Alfred P. Sloan, Jr.

Frontispiece
Born in New Haven, Connecticut, Alfred Pritchard Sloan Jr. (1875-1966) excelled as a student in the public schools and at the Brooklyn Polytechnic Institute where he studied electrical engineering before transferring to and graduated from the Massachusetts Institute of Technology (MIT) in 1895. He started working as a draftsman in a small machine shop, the Hyatt Roller Bearing Company of Newark, New Jersey, which made roller- and ball-bearings. In 1899 at age 24 he became president and owner of Hyatt after his father, a coffee and tea importer trained as a machinist, and another investor bought the company from the previous owner.

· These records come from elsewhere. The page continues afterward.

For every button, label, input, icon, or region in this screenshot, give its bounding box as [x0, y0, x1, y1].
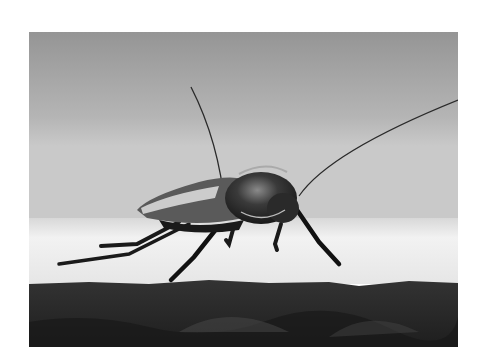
insect-head	[267, 193, 299, 223]
ledge-surface	[29, 218, 458, 284]
photo	[29, 32, 458, 347]
cockroach-photo	[29, 32, 458, 347]
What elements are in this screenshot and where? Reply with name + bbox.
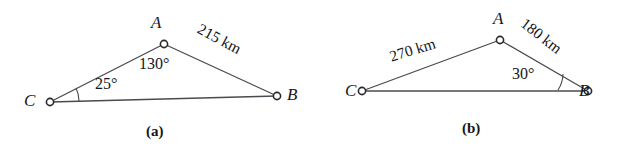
vertex-label-A: A <box>493 10 503 27</box>
vertex-label-A: A <box>151 14 161 31</box>
figure-panel-b: A B C 30° 270 km 180 km (b) <box>317 0 637 156</box>
vertex-dot-B <box>273 92 280 99</box>
edge-CB <box>50 96 277 102</box>
triangle-figure-pair: A B C 25° 130° 215 km (a) A B C 30° 270 … <box>0 0 637 156</box>
panel-caption-b: (b) <box>462 121 480 136</box>
panel-caption-a: (a) <box>146 124 164 139</box>
vertex-dot-A <box>496 36 503 43</box>
vertex-label-B: B <box>579 82 589 99</box>
angle-label-C: 25° <box>95 76 117 92</box>
vertex-dot-A <box>160 40 167 47</box>
edge-CA <box>50 44 164 102</box>
angle-label-B: 30° <box>512 66 534 82</box>
vertex-dot-C <box>358 87 365 94</box>
figure-panel-a: A B C 25° 130° 215 km (a) <box>0 0 317 156</box>
angle-label-A: 130° <box>139 56 169 72</box>
edge-AB <box>164 44 277 96</box>
angle-arc-C <box>76 88 79 101</box>
vertex-label-B: B <box>287 86 297 103</box>
vertex-dot-C <box>46 98 53 105</box>
vertex-label-C: C <box>24 92 35 109</box>
vertex-label-C: C <box>345 82 356 99</box>
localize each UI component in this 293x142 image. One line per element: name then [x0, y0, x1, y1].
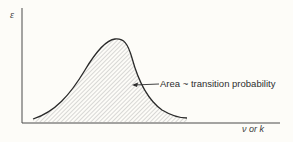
y-axis-label: ε — [10, 9, 14, 20]
area-annotation: Area ~ transition probability — [160, 78, 275, 89]
diagram-canvas — [0, 0, 293, 142]
x-axis-label: ν or k — [242, 124, 264, 134]
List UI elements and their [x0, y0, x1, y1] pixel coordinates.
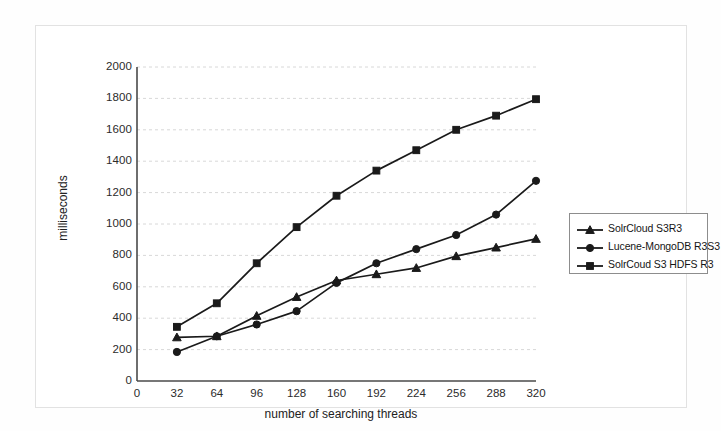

In 1916 Hyatt merged with other companies into United Motors Company, which soon became part of General Motors Corporation (GM). Sloan became vice-president of GM, operating vice-president when Pierre S. Du Pont and John J. Raskob wrested control of GM from
William C. Durant in 1920, and succeeded Pierre S. du Pont as president in 1923. Sloan became chairman of the board in 1937, continued as CEO until 1946 and retired from the chairmanship in 1956.

At GM, Sloan established annual styling changes and a differentiated pricing structure for Chevrolet, Pontiac, Oldsmobile, Buick and Cadillac so they would not compete with each other. In 1919, he created GMAC, a financing arm that helped propel GM to market leadership by the early 1930s, a position GM retained for over 70 years. Under Sloan, GM became the largest industrial enterprise in the world.

In 1934, Sloan established the philanthropic
Alfred P. Sloan Foundation which started the world’s first university-based executive education program, the Sloan Fellows, in 1931 at MIT. MIT opened a School of Industrial Management in 1952 to educate the “ideal manager”, the Alfred P. Sloan School of Management. In the 1940s, Sloan and Charles F. Kettering, established the Sloan Kettering Institute in New York City, now a leading biomedical research institution which became part of the Memorial Sloan Kettering Cancer Center in 1960.